With the recent re-approval of UNRWA’s mandate for more than three years, it is worth asking: how long have Western policy makers understood that UNRWA was a tool for Palestinians and Arab states to perpetuate the “refugee crisis” and that Palestinians would never accept anything except repatriation to Israel, an attitude that guarantees hostilities in perpetuity? The answer is, since the beginning. That is why after more than sixty years, British diplomatic documents on UNRWA and the Palestinians are still classified by the Foreign Office.
UNRWA was established to “carry out in collaboration with local governments the direct relief and works programmes as recommended by the Economic Survey Mission.” This mission, under the leadership of former Tennessee Valley Authority administrator Gordon Clapp, had recommended vocational training and regional development as the means to facilitate “reintegration” of Palestinian refugees, either through repatriation to Israel or resettlement in surrounding countries. Arab states clamored for regional development aid, hinted repeatedly that they would accept Palestinians, and throughout the 1950s, billions were poured into aid schemes that improved their infrastructure. But no Palestinians were ever resettled.

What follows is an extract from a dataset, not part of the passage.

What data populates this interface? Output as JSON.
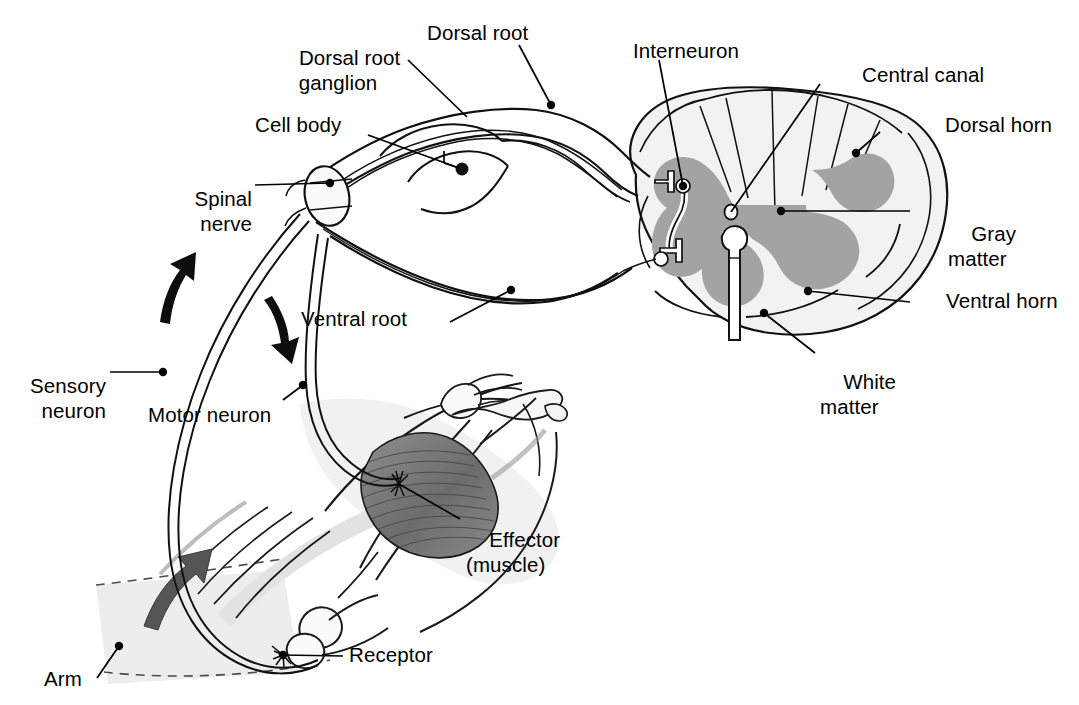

The game was apparent early on. In May 1952, the Foreign Office received a remarkable report forwarded by British diplomat Sir Edwin Chapman-Andrews that noted “Everything has been sacrificed to [UNRWA director John Blandford’s] lone effort to “sell” the three-year plan to the Arab states—and SYRIA in particular—while measures which might influence the success of the negotiations are left undone.”
The report lamented UNRWA’s lack of educational and vocational training programs, the lack of a public-relations effort, or any successful agricultural programs in Jordan. Refugee relief was well-organized, but anything related to reintegration was subject to “stagnation, waste and misuse of money and manpower.”